Wednesday, February 15, 2012

Your Level Of Commitment Shows

Readers may benefit from what I am primarily writing here for my own self development. 

Historically I've always been someone irked by people who are late and have worked very hard to be on time or early both in business and in my personal life.  Lately though, I notice that when it comes to many things I'm no longer exhibiting this behavior.  I actually excused this trend as a positive.  A  mellowing of sorts from my legendary uptight nature now that I have landed here in mid-life.  Today I read a post from Seth Godin that really struck me as he cleverly compared the difference in meeting a train vs. making a train.  They sound so similar its easy to think they are one and the same but, BAM, they are not!  I now really believe my relaxed commitment to things is showing and impacting my work and personal life and I thank Seth for kicking me with his terrific post. 
Please feel free to share this as it would apply to church groups, service groups, corporate America and your family. 

Meeting vs. Making


As I was scurrying to meet someone coming in on the 11 am train, I realized that there's a huge difference between meeting a train and making one.
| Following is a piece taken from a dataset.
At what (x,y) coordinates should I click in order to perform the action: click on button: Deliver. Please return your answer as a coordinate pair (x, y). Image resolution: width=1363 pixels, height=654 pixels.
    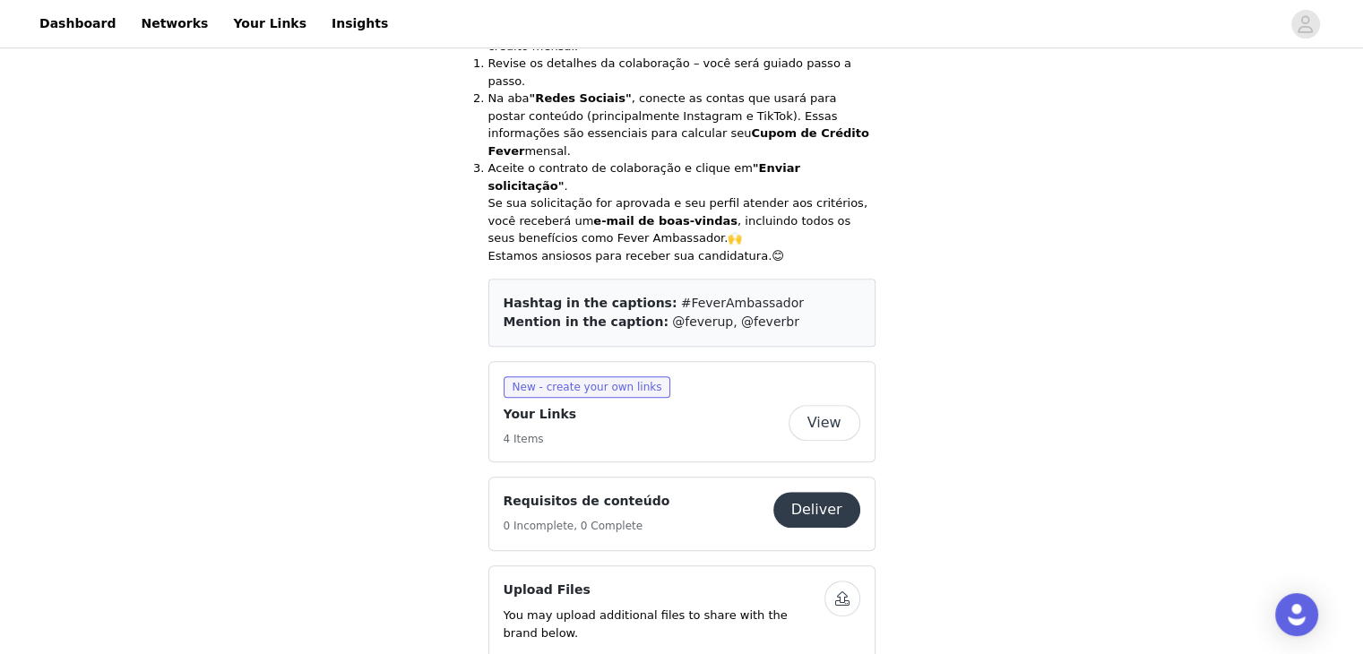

If you're rushing to make a train, you have to be there before the last moment. Five seconds too late is too late. The cost of error is absolute.

If you're hurrying to meet a train, though, there's a soft deadline. Five seconds is no big deal. Thirty seconds might be annoying, particularly for someone returning from a long journey. And five minutes is really rude.

Too often, we treat our obligations as meet, not make. We impose a sliding scale, a soft penalty, and we not only show up just a bit late, we show up a bit behind on quality or preparation.

Making is a discipline. Meeting opens the door for excuses.